Obviously, if the Sons of Liberty can be easily decimated by an out-of-costume Chris Smith, as we saw in the most recent episode of Peacemaker, then they’re no trouble for Superman. But the Sons were introduced at a time when DC was trying to tell more grounded, relevant stories about the Man of Steel. Many of the key ideas from those original Sons of Liberty stories feel ripped the headlines: the Sons of Liberty are a variation of the right-wing paramilitary groups that popped up at the time, while the reveal that a Liberty founder was collaborating with the fictional nation of Qurac mirrored the actions of Oliver North during the Iran-Contra scandal. These stories, along with an unrelated storyline happening at the same time with a street-level hero called Gangbuster, forced Superman to rethink the American Way for which he stood.

Entertaining as the stories were, they did make for a strange fit for Superman.

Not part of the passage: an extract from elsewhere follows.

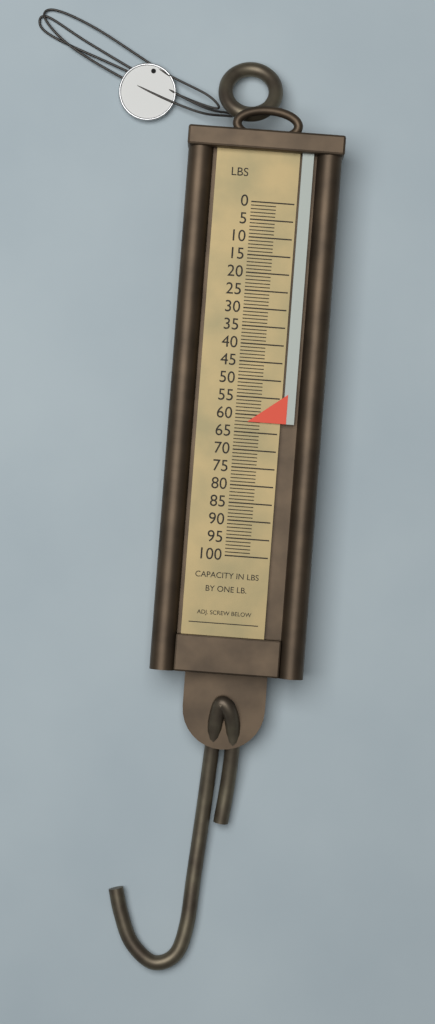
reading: 62 lb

That might be why, when the Sons of Liberty were reimagined as a more violent right-wing terrorist group after DC’s soft reboot Rebirth, they were pitted against C-list hero the Ray.

The Sons of Liberty make even more sense as antagonists for Peacemaker. In his original incarnation at Charlton Comics, Peacemaker eventually worked with an organization called the Pax Institute. Although presented as benevolent—in the same way that Chris’s commitment to peace through violence was presented without self-conscious irony—it’s not hard to see the Pax Institute as a terrifying shadow governmental organization like the Sons of Liberty, which is exactly how Grant Morrison presented it in the 2014 riff on Watchmen, The Multiversity: Pax Americana. In mainline DC Comics, Chris is the son of a Nazi war criminal and later finds redemption through the Peacemaker Project and later the intelligence organization Checkmate (think A.R.G.U.S. but with more pageantry).

For the DCU version of Peacemaker, the Sons represent a road not taken for Chris. The influence of his white supremacist father Augie could have easily led him down a road where he could have joined a version of the Sons of Liberty, becoming their Agent Liberty. Instead, he’s been trying to change his ways and become a better man. Then again, the way he brutally dispatches the Sons in the latest episode of Peacemaker suggests that he isn’t as far from those ways as he may have thought.

Most of all, the Sons of Liberty represent hope for Chris Smith. If even a nothing character like Agent Liberty can join the Justice League, then maybe there’s hope that Peacemaker can be accepted, if not on the Justice League then maybe the Justice Gang.

New episodes of Peacemaker season 2 air every Thursday at 9 p.m. on HBO Max.